Magic Biomarkers

News ways of using biomarkers open new horizons in defining risk, illness, and therapies for vital organ failure.

Dr. Bruce McManus is a professor in the Department of Pathology and Laboratory Medicine and Director of the James Hogg iCAPTURE Centre and PROOF Centre of Excellence.

Organ failure is now epidemic across the world – heart, lung and kidney failure together take the greatest toll in terms of human suffering and healthcare spending.

But one of the biggest challenges in predicting and diagnosing organ failure is also one that shows great promise, and it acknowledges that we’re each uniquely different – right down to the molecular level.

Early warning signs of heart, lung and kidney disease can be detected in minute changes in genes, proteins and metabolites. These changes “mark” the presence and severity of risks or diseases that could ultimately lead to organ failure. By clinical laboratory tradition, such  measures as elevated blood sugar and blood cholesterol could indicate risks for hardening of the arteries and eventual heart attack. More recently called biomarkers, these tell-tale signs are potentially powerful tools that could revolutionize population surveillance, patient care and the development of new therapeutics and technologies.

Researchers at the Centre of Excellence for Prevention Of Organ Failure (PROOF) at UBC and St. Paul’s Hospital, and the Institute for Heart + Lung Health, are taking this new horizon of medicine one step further by assembling “sets” or “panels” of novel individual biomarkers that can then be used to create blood or urine tests to help diagnose, predict or guide the treatment of heart, lung and kidney disease in a cost-effective manner.

While individual biomarkers tell us part of the story about diseases and risks, panels or sets of biomarkers paint a clearer picture of biological processes like immune rejection, organ damage, altered repair, and organ failure. But they are challenging to discover and even more difficult to translate into practical clinical tools.

As an Network Centre of Excellence (NCE) for Commercialization and Research, the PROOF Centre has brought together a broad spectrum of experts and partners to meet this challenge. This collision of high performance technologies with sophisticated statistical and bioinformatical analysis and well-defined clinical needs is informing our ever-deepening knowledge of biological processes that can lead to personal devastation and suffering.

Biomarkers remind us how truly unique we each are as individuals, as “systems” operating in health or illness, and as such – and beyond their promise in helping people at risk of or suffering from organ failure in our community, biomarkers hold truly magical value for people in all societies of our global village.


Assignment
Each line of the listing that contains "figure" should be found and copied.
++++ Task input
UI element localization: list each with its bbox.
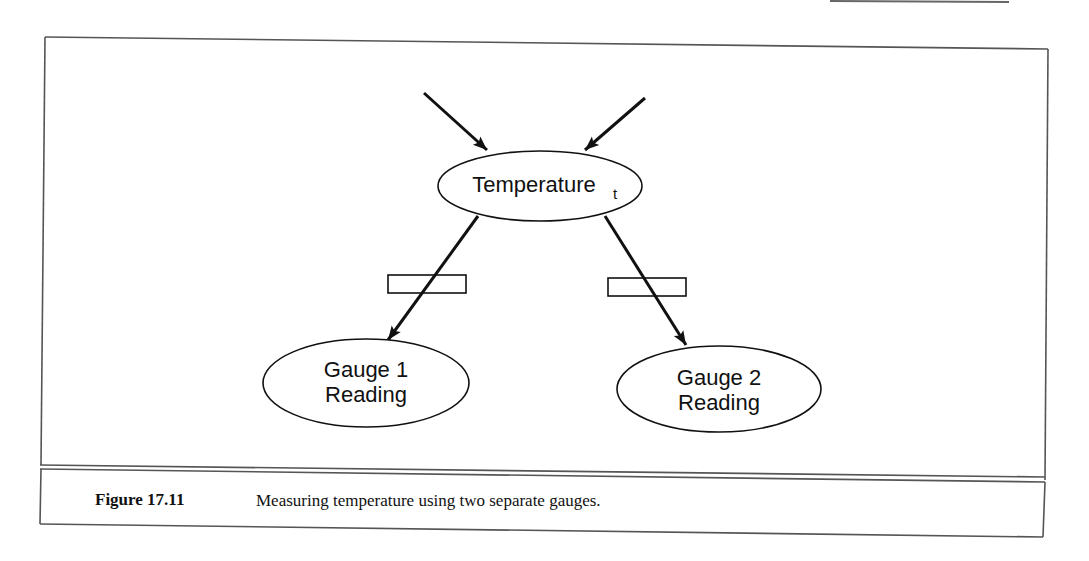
node-gauge1-line2: Reading <box>325 382 407 407</box>
node-gauge2-line2: Reading <box>678 390 760 415</box>
page-rule <box>830 1 1009 2</box>
edge-temperature-gauge1 <box>388 216 478 340</box>
edge-temperature-gauge2 <box>605 216 686 345</box>
node-gauge2[interactable]: Gauge 2 Reading <box>617 346 821 432</box>
node-temperature-label: Temperature <box>472 172 596 197</box>
incoming-arrow-right <box>585 98 645 150</box>
figure-frame <box>40 37 1048 537</box>
node-temperature[interactable]: Temperature t <box>438 151 642 221</box>
figure-canvas: Temperature t Gauge 1 Reading Gauge 2 Re… <box>0 0 1089 561</box>
figure-caption: Measuring temperature using two separate… <box>256 491 601 510</box>
incoming-arrow-left <box>424 93 487 150</box>
node-gauge1[interactable]: Gauge 1 Reading <box>263 339 469 427</box>
node-gauge1-line1: Gauge 1 <box>324 357 408 382</box>
figure-number: Figure 17.11 <box>95 490 184 509</box>
node-gauge2-line1: Gauge 2 <box>677 365 761 390</box>
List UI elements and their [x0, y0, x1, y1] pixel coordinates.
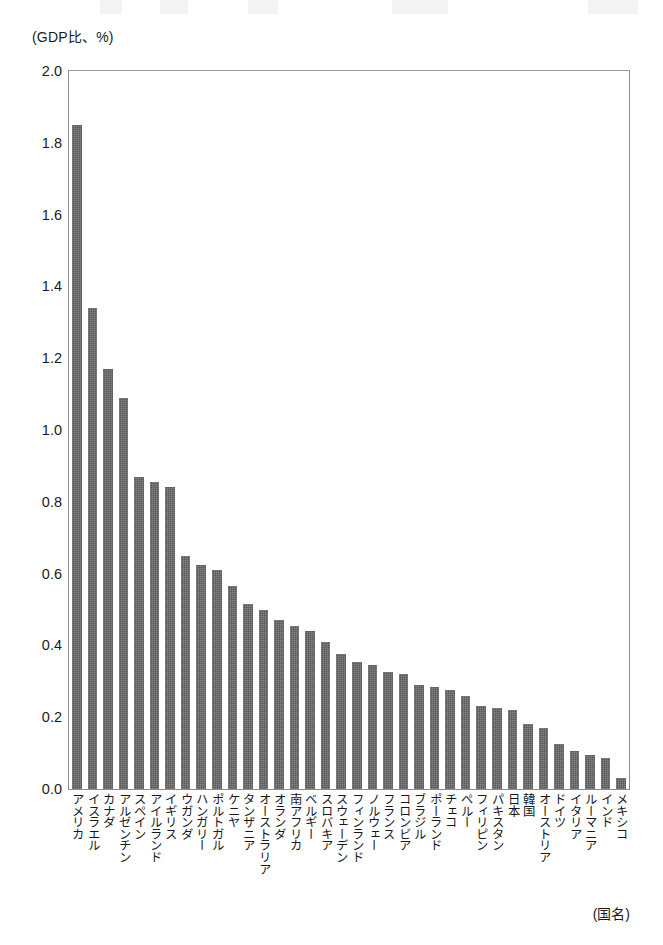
bar	[119, 398, 129, 789]
x-axis-category-label: アイルランド	[148, 793, 160, 863]
y-axis-tick: 0.0	[0, 781, 62, 797]
bar	[352, 662, 362, 789]
bar	[445, 690, 455, 789]
x-axis-category-label: パキスタン	[491, 793, 503, 851]
x-axis-category-label: スロバキア	[319, 793, 331, 851]
bar	[259, 610, 269, 790]
bar	[336, 654, 346, 789]
y-axis-tick: 0.6	[0, 566, 62, 582]
x-axis-category-label: ポルトガル	[211, 793, 223, 851]
bar	[399, 674, 409, 789]
y-axis-tick: 0.4	[0, 637, 62, 653]
x-axis-category-label: ブラジル	[413, 793, 425, 839]
x-axis-category-label: スペイン	[133, 793, 145, 839]
x-axis-category-label: ハンガリー	[195, 793, 207, 851]
bar	[243, 604, 253, 789]
y-axis-tick: 1.8	[0, 135, 62, 151]
y-axis-tick: 1.0	[0, 422, 62, 438]
y-axis-tick-labels: 2.01.81.61.41.21.00.80.60.40.20.0	[0, 70, 62, 790]
x-axis-category-label: ペルー	[459, 793, 471, 828]
x-axis-category-label: ルーマニア	[584, 793, 596, 851]
x-axis-category-label: オランダ	[273, 793, 285, 839]
bar	[616, 778, 626, 789]
bar	[212, 570, 222, 789]
bar	[181, 556, 191, 789]
bar	[476, 706, 486, 789]
x-axis-category-label: カナダ	[102, 793, 114, 828]
x-axis-category-label: 日本	[506, 793, 518, 816]
y-axis-unit-label: (GDP比、%)	[32, 26, 114, 46]
bar	[383, 672, 393, 789]
y-axis-tick: 1.2	[0, 350, 62, 366]
bar	[539, 728, 549, 789]
bar	[290, 626, 300, 789]
x-axis-category-label: フランス	[382, 793, 394, 839]
bar	[601, 758, 611, 789]
x-axis-category-label: コロンビア	[397, 793, 409, 851]
bar	[508, 710, 518, 789]
x-axis-category-label: アメリカ	[71, 793, 83, 839]
bar	[196, 565, 206, 789]
scan-artifact-strip	[0, 0, 663, 14]
y-axis-tick: 1.4	[0, 278, 62, 294]
bar	[570, 751, 580, 789]
y-axis-tick: 1.6	[0, 207, 62, 223]
x-axis-category-label: オーストリア	[537, 793, 549, 863]
x-axis-category-label: ポーランド	[428, 793, 440, 851]
x-axis-category-labels: アメリカイスラエルカナダアルゼンチンスペインアイルランドイギリスウガンダハンガリ…	[69, 793, 629, 905]
bar	[134, 477, 144, 789]
x-axis-category-label: ベルギー	[304, 793, 316, 839]
x-axis-category-label: フィリピン	[475, 793, 487, 851]
x-axis-category-label: ドイツ	[553, 793, 565, 828]
x-axis-category-label: メキシコ	[615, 793, 627, 839]
bar-series	[69, 71, 629, 789]
x-axis-category-label: チェコ	[444, 793, 456, 828]
bar	[321, 642, 331, 789]
y-axis-tick: 0.8	[0, 494, 62, 510]
bar	[414, 685, 424, 789]
bar	[274, 620, 284, 789]
bar	[165, 487, 175, 789]
x-axis-category-label: ウガンダ	[179, 793, 191, 839]
bar	[554, 744, 564, 789]
x-axis-unit-label: (国名)	[593, 903, 630, 923]
bar	[305, 631, 315, 789]
x-axis-category-label: イギリス	[164, 793, 176, 839]
x-axis-category-label: 南アフリカ	[288, 793, 300, 851]
bar	[430, 687, 440, 789]
bar	[88, 308, 98, 789]
bar	[228, 586, 238, 789]
x-axis-category-label: ノルウェー	[366, 793, 378, 851]
bar	[523, 724, 533, 789]
x-axis-category-label: イスラエル	[86, 793, 98, 851]
x-axis-category-label: スウェーデン	[335, 793, 347, 863]
x-axis-category-label: ケニヤ	[226, 793, 238, 828]
x-axis-category-label: アルゼンチン	[117, 793, 129, 863]
x-axis-category-label: 韓国	[522, 793, 534, 816]
x-axis-category-label: フィンランド	[351, 793, 363, 863]
bar	[103, 369, 113, 789]
x-axis-category-label: イタリア	[568, 793, 580, 839]
x-axis-category-label: オーストラリア	[257, 793, 269, 874]
bar	[368, 665, 378, 789]
bar	[492, 708, 502, 789]
y-axis-tick: 2.0	[0, 63, 62, 79]
bar	[72, 125, 82, 789]
y-axis-tick: 0.2	[0, 709, 62, 725]
bar	[150, 482, 160, 789]
bar	[461, 696, 471, 789]
bar	[585, 755, 595, 789]
x-axis-category-label: インド	[599, 793, 611, 828]
x-axis-category-label: タンザニア	[242, 793, 254, 851]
++++++++
Output of the exercise
figure-frame <box>40 37 1048 537</box>
figure-canvas: Temperature t Gauge 1 Reading Gauge 2 Re… <box>0 0 1089 561</box>
figure-caption: Measuring temperature using two separate… <box>256 491 601 510</box>
figure-number: Figure 17.11 <box>95 490 184 509</box>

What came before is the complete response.